UK: ADBA issues press release on latest DECC announcement

EBA Member ADBA’s latest press release explains the association position towards recent DECC (Deparment of Energy and Climate Change) announcement on UK’s Feed-in-Tariff scheme. 

Despite the consultations claim that anaerobic digestion tariffs will remain unchanged, the proposal to limit the FITs scheme to a maximum overall budget of £75-100 million from January 2016 to 2018/19 is projected to have a disastrous effect on investor certainty and therefore any further deployment.

Commenting on the disturbing nature of DECC’s findings, ADBA’s Chief Executive, Charlotte Morton, explained:

“The FIT consultation proposes restricting support for anaerobic digestion to just 17 new plants next year – for an industry which deployed 89 plants in 2014. This should be the time to build on our foundations, not dismantle them. Support of anaerobic digestion offers a fantastic return on the taxpayer’s investment, providing baseload electricity to help keep the lights on, offering cost-effective greenhouse gas reductions and growing a domestic supply chain which can export to the world.”

 “If DECC’s current proposals go ahead, the results would prove disastrous for the renewables industry – prompting higher consumer bills in the long-term, a greater reliance on energy sourced from volatile parts of the world, an uncertain future for UK farming resilience, and all in the year when the Prime Minister wishes to take his stand as a global leader in pledging substantial carbon reduction targets. It is wrong to limit the industry’s growth in this way, especially before DECC has even consulted on appropriate support levels for the technology. We will be working with our members to respond strongly to the proposals and demonstrate the fantastic value for money which AD provides.”

This announcement comes as earlier this week ADBA highlighted the progress that the industry has made with the support of government incentives, with the anaerobic digestion industry now delivering an electrical equivalent capacity (electricity and biomethane) of 514 MW across 411 plants in the farming, waste and water sectors.

DECC’s announcement stands to undo all this colossal achievement from the previous parliament just at the moment the growth surge takes hold.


§ ABOUT THIS TASK: Look through the data below and return each line where "icon" appears.

Saved entries
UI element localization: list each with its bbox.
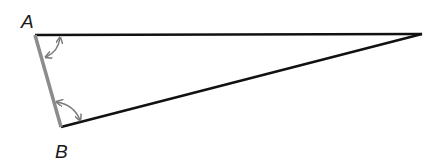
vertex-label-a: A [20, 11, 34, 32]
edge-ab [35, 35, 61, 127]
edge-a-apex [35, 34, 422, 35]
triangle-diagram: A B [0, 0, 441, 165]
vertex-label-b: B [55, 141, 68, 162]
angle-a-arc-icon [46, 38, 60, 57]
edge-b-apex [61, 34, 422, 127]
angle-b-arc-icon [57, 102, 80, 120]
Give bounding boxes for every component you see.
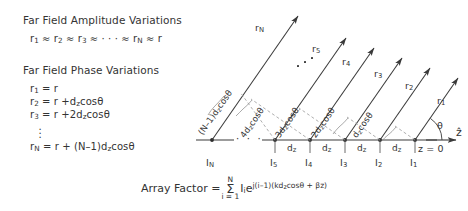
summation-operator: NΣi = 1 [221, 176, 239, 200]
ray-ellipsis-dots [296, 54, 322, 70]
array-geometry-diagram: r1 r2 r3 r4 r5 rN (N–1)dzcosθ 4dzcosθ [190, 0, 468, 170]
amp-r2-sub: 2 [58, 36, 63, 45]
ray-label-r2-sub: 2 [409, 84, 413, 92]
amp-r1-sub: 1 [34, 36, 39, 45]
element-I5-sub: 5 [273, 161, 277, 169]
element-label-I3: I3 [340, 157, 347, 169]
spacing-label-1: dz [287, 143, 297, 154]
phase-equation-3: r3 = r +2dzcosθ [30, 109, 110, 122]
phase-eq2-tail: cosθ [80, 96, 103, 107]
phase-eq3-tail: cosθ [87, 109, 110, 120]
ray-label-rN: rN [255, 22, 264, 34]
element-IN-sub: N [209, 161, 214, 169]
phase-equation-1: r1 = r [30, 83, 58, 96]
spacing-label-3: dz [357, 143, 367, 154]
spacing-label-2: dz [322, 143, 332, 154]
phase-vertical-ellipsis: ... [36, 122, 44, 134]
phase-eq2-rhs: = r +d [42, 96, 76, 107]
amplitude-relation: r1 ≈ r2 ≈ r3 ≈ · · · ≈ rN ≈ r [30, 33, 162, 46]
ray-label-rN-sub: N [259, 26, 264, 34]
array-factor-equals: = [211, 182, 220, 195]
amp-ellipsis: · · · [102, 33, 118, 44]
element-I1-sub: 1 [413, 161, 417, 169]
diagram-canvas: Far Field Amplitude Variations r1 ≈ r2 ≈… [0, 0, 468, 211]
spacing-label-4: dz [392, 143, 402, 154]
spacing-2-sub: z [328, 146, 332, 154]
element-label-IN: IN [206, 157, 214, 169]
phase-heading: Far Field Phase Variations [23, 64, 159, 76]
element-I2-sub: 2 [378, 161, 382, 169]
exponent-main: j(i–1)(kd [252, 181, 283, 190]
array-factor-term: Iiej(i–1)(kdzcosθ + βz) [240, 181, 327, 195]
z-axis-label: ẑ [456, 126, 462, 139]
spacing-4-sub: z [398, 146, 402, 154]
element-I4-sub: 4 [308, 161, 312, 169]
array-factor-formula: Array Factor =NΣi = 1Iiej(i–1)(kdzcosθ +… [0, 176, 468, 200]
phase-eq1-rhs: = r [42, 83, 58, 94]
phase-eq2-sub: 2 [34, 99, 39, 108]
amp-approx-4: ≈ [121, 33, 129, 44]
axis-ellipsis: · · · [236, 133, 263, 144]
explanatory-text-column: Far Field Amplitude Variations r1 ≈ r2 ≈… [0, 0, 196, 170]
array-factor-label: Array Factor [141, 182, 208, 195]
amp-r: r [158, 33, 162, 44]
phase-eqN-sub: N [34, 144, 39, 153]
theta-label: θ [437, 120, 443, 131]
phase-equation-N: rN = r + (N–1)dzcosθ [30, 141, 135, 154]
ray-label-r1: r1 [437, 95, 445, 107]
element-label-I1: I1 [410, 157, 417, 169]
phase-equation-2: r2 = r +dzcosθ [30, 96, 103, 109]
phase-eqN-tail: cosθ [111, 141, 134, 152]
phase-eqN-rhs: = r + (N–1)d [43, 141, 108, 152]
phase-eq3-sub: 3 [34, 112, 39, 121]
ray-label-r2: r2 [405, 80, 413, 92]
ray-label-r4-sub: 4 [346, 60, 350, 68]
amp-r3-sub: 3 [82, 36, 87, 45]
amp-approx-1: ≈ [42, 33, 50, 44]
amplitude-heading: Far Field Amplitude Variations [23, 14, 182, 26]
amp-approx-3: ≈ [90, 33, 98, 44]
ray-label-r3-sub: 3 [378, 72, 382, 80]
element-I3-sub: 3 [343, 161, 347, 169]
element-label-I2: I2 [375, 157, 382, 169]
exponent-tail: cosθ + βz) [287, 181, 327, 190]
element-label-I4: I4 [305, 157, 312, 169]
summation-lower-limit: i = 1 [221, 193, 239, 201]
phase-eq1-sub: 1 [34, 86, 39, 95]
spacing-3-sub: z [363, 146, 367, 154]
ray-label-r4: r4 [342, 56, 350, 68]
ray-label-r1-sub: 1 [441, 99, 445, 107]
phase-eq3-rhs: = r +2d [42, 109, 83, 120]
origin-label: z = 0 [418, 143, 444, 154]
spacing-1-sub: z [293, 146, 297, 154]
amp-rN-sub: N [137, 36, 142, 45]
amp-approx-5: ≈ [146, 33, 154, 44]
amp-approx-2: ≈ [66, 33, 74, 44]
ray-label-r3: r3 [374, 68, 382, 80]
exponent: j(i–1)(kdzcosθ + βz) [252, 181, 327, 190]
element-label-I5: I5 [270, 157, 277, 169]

§ EXERCISE RESPONSE:
angle-a-arc-icon [46, 38, 60, 57]
angle-b-arc-icon [57, 102, 80, 120]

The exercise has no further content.